Context:
Code Snippet
const { chromium, webkit, firefox } = require('playwright');
(async () => {
const browser = await chromium.launch({ headless: false });
const context = await browser.newContext({ bypassCSP: true });
const page = await context.newPage();
await page.goto('https://www.behance.net', { waitUntil: 'networkidle0' });
const myText = await page.evaluate(async () => {
const response = await fetch('https://example.com');
const text = await response.text();
return text;
});
console.log(myText);
await browser.close();
})();
Describe the bug
Hi team. I'm seeing this error when I try to run the above code.

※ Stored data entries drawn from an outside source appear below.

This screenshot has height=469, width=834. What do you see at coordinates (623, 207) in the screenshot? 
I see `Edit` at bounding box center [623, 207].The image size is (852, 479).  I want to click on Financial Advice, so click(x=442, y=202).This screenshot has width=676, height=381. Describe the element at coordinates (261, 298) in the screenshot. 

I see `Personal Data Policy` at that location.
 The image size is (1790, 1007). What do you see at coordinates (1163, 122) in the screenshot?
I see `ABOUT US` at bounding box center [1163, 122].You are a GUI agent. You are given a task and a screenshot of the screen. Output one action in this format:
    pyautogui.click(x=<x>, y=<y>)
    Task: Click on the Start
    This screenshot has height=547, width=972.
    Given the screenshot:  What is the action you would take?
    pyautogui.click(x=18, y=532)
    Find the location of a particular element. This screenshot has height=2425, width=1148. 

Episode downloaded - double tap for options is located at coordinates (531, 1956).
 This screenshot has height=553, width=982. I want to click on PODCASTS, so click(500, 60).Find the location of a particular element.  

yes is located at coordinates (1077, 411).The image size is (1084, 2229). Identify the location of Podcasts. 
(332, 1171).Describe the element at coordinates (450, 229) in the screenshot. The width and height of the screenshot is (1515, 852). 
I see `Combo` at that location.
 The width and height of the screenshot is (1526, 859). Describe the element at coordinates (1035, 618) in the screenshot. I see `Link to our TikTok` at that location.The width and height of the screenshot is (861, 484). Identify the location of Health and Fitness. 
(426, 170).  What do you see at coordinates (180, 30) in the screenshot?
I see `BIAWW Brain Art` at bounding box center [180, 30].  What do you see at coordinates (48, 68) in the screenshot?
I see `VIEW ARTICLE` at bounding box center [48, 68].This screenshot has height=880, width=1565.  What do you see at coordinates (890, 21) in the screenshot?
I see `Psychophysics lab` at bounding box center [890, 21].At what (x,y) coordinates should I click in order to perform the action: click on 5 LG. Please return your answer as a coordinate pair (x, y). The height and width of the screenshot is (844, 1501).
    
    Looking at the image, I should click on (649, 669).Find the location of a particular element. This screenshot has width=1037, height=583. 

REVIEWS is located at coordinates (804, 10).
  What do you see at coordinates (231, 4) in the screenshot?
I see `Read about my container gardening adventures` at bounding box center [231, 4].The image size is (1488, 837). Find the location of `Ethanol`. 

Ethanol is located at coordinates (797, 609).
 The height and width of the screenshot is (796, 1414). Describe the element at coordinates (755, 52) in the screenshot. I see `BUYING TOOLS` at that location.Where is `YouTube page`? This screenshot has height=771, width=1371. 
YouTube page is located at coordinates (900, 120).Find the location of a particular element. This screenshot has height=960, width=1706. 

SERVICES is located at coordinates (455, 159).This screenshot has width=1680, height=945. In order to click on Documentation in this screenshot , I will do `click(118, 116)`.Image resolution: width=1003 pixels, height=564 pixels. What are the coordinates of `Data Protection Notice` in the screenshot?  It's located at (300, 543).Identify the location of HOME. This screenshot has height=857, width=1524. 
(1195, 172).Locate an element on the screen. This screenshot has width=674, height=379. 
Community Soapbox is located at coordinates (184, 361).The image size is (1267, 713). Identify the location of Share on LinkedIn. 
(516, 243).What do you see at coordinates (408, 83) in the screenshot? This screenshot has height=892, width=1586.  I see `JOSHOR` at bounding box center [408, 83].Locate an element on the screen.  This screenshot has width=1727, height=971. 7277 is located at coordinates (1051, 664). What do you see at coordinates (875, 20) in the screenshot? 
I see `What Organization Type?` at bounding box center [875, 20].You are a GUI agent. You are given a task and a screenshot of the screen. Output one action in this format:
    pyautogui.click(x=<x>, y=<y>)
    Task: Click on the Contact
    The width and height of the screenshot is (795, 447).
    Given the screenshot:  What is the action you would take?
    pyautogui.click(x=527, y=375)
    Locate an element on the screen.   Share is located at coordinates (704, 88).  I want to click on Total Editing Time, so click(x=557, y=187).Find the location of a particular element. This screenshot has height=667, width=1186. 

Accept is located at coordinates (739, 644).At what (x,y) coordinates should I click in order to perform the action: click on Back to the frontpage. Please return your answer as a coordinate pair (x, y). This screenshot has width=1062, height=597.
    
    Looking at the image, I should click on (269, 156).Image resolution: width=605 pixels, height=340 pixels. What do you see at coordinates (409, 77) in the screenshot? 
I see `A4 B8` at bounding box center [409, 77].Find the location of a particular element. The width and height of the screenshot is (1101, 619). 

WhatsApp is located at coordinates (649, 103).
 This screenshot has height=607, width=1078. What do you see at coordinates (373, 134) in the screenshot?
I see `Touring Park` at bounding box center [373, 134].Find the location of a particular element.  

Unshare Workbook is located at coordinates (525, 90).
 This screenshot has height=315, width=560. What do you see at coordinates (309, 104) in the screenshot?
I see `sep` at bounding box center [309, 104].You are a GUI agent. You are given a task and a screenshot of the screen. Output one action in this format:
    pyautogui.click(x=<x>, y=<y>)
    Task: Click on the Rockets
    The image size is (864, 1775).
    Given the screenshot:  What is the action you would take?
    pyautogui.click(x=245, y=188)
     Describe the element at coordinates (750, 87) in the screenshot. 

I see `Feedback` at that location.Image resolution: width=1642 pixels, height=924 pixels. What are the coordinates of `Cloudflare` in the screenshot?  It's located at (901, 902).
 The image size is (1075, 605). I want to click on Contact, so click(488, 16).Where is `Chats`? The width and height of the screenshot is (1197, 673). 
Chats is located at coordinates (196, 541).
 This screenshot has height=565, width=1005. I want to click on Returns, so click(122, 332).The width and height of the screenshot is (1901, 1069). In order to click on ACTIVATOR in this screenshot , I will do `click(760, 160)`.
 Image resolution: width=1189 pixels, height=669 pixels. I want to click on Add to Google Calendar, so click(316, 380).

UnhandledPromiseRejectionWarning: Error: Evaluation failed: TypeError: Failed to fetch
The request I'm making is cross-origin, so this could be a CSP or CORS error, but the error message doesn't give me any information about what the error is. It's possible this is out of scope for what Playwright is doing, but I thought I'd at least check. Thank you!
Sadly, Failed to fetch is the only information available in the exception itself. The rest is available in Chrome via the console. You can too log what is getting into the console:
page.on('console', m => console.log(m.text()));
That way you get this:
Access to fetch at 'https://example.com/' from origin 'https://www.behance.net' has been blocked by CORS policy: No 'Access-Control-Allow-Origin' header is present on the requested resource. If an opaque response serves your needs, set the request's mode to 'no-cors' to fetch the resource with CORS disabled.
Failed to load resource: net::ERR_FAILED
I wonder if we should provide an option that translates console messages / errors into the node console with less effort.
Thank you for the explanation @pavelfeldman. That does sound like it could be a nice feature. I'll go ahead and close this since it seems like a separate thing.
Most helpful comment
Sadly,
Failed to fetchis the only information available in the exception itself. The rest is available in Chrome via the console. You can too log what is getting into the console:page.on('console', m => console.log(m.text()));That way you get this:
I wonder if we should provide an option that translates console messages / errors into the node console with less effort.